Sep 2, 2021 - Energy & Environment

FEMA ends policy that denied disaster aid to thousands of Black families

Photo of a destroyed home in floodwater

A destroyed house surrounded by floodwaters. Photo: Mark Felix/Bloomberg via Getty Images

The Federal Emergency Management Agency (FEMA) announced Thursday that it will no longer require disaster survivors living on inherited land to prove homeownership before they can access federal assistance for rebuilding.

Why it matters: The policy disproportionately impacts Black families, whose land is often passed down informally rather than through legal deeds and wills, according to a Washington Post analysis published in July. The change comes on the heels of Hurricane Ida.

The backdrop: The absence of formalized procedures started in the Jim Crow era because white Americans excluded Black people from the Southern legal system. The land instead becomes heirs' property, through which families own property collectively without a clear title.

  • Today, land use experts say that over a third of Black-owned land in the South is passed down informally, the Post reports.
  • But without formal deeds, families are unable to apply for federal loans and grants, including from FEMA.
  • Heirs’ property is "the leading cause of Black involuntary land loss," the Department of Agriculture has said.

What's new: FEMA will now accept a broader range of documentation to prove homeownership and occupancy, such as presenting receipts for significant home repairs or improvements, the agency said Thursday. Some applicants will be allowed to self-certify.

  • For those unable to verify ownership, FEMA will now send inspectors to their homes instead of forcing survivors to appeal rejection letters. Survivors who can offer other forms of paperwork will not have to appeal.
  • The agency has also expanded forms of assistance in an effort to "ensure equal access is available to all survivors."
  • The new policy is in effect for natural disasters since the Tennessee flood in late August.

What they're saying: "Our Department has an obligation to ensure we provide equal access to disaster relief and assistance to all survivors who are in need," Homeland Security Secretary Alejandro Mayorkas said in a statement. 

  • "Equity is a cornerstone of our homeland security mission and in all of our work we must reach minority communities, the disadvantaged and the otherwise disenfranchised," Mayorkas noted.
"This is a culture shift for the agency and we are only just beginning,"
FEMA Administrator Deanne Criswell

Worth noting: Sens. Tim Scott (R-S.C.) and Jon Ossoff (D-Ga.) called for changes to the policy after the Post published its analysis.

The big picture: Title issues have led FEMA to deny requests for disaster aid from roughly 2% of applicants, per the Post.

  • In majority-Black counties, that rate is twice as high "in large part because Black people are twice as likely to pass down property informally," the Post found.
  • Internal FEMA documents indicate the agency is also less likely to grant some types of housing assistance to low-income disaster survivors, according to NPR.

What to watch: Congress is considering a bill that would require FEMA to reopen years-old disaster aid cases, the Post reports.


_TASK PROMPT:_
While copying the entries exactly, leave out each picture they contain.

##### DATASET RECORDS #####

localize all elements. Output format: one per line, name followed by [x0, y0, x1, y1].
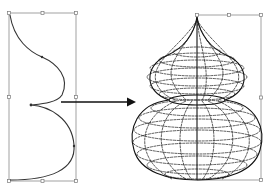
diagram-canvas — [0, 0, 268, 194]
frame-handle[interactable] — [260, 96, 263, 99]
frame-handle[interactable] — [8, 96, 11, 99]
revolved-wireframe — [132, 17, 262, 180]
frame-handle[interactable] — [260, 179, 263, 182]
curve-node[interactable] — [73, 145, 75, 147]
revolve-arrow-icon — [61, 98, 136, 107]
frame-handle[interactable] — [196, 14, 199, 17]
profile-curve[interactable] — [10, 15, 74, 180]
frame-handle[interactable] — [260, 14, 263, 17]
frame-handle[interactable] — [228, 14, 231, 17]
frame-handle[interactable] — [41, 180, 44, 183]
frame-handle[interactable] — [8, 12, 11, 15]
curve-node[interactable] — [41, 56, 43, 58]
curve-node[interactable] — [30, 104, 33, 107]
frame-handle[interactable] — [75, 96, 78, 99]
frame-handle[interactable] — [75, 12, 78, 15]
frame-handle[interactable] — [41, 12, 44, 15]
frame-handle[interactable] — [75, 180, 78, 183]
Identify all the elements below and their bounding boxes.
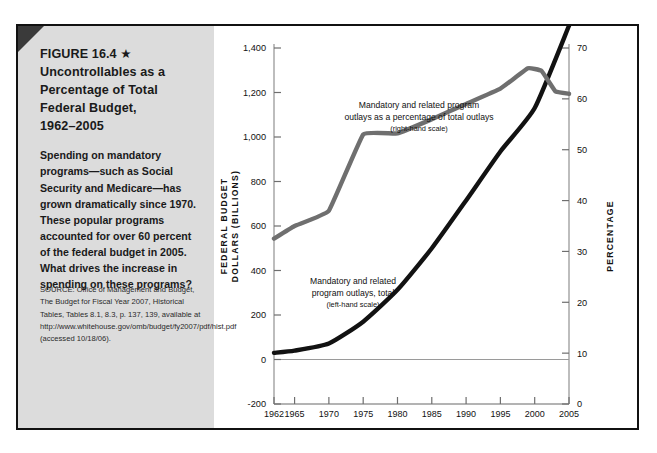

#####

_WRITTEN RESPONSE:_
localize all elements. Output format: one per line, name followed by [x0, y0, x1, y1].
diagram-canvas — [0, 0, 268, 194]
frame-handle[interactable] — [260, 96, 263, 99]
frame-handle[interactable] — [8, 96, 11, 99]
revolved-wireframe — [132, 17, 262, 180]
frame-handle[interactable] — [260, 179, 263, 182]
curve-node[interactable] — [73, 145, 75, 147]
revolve-arrow-icon — [61, 98, 136, 107]
frame-handle[interactable] — [196, 14, 199, 17]
profile-curve[interactable] — [10, 15, 74, 180]
frame-handle[interactable] — [260, 14, 263, 17]
frame-handle[interactable] — [228, 14, 231, 17]
frame-handle[interactable] — [41, 180, 44, 183]
frame-handle[interactable] — [8, 12, 11, 15]
curve-node[interactable] — [41, 56, 43, 58]
curve-node[interactable] — [30, 104, 33, 107]
frame-handle[interactable] — [75, 96, 78, 99]
frame-handle[interactable] — [75, 12, 78, 15]
frame-handle[interactable] — [41, 12, 44, 15]
frame-handle[interactable] — [75, 180, 78, 183]
Identify all the elements below and their bounding boxes.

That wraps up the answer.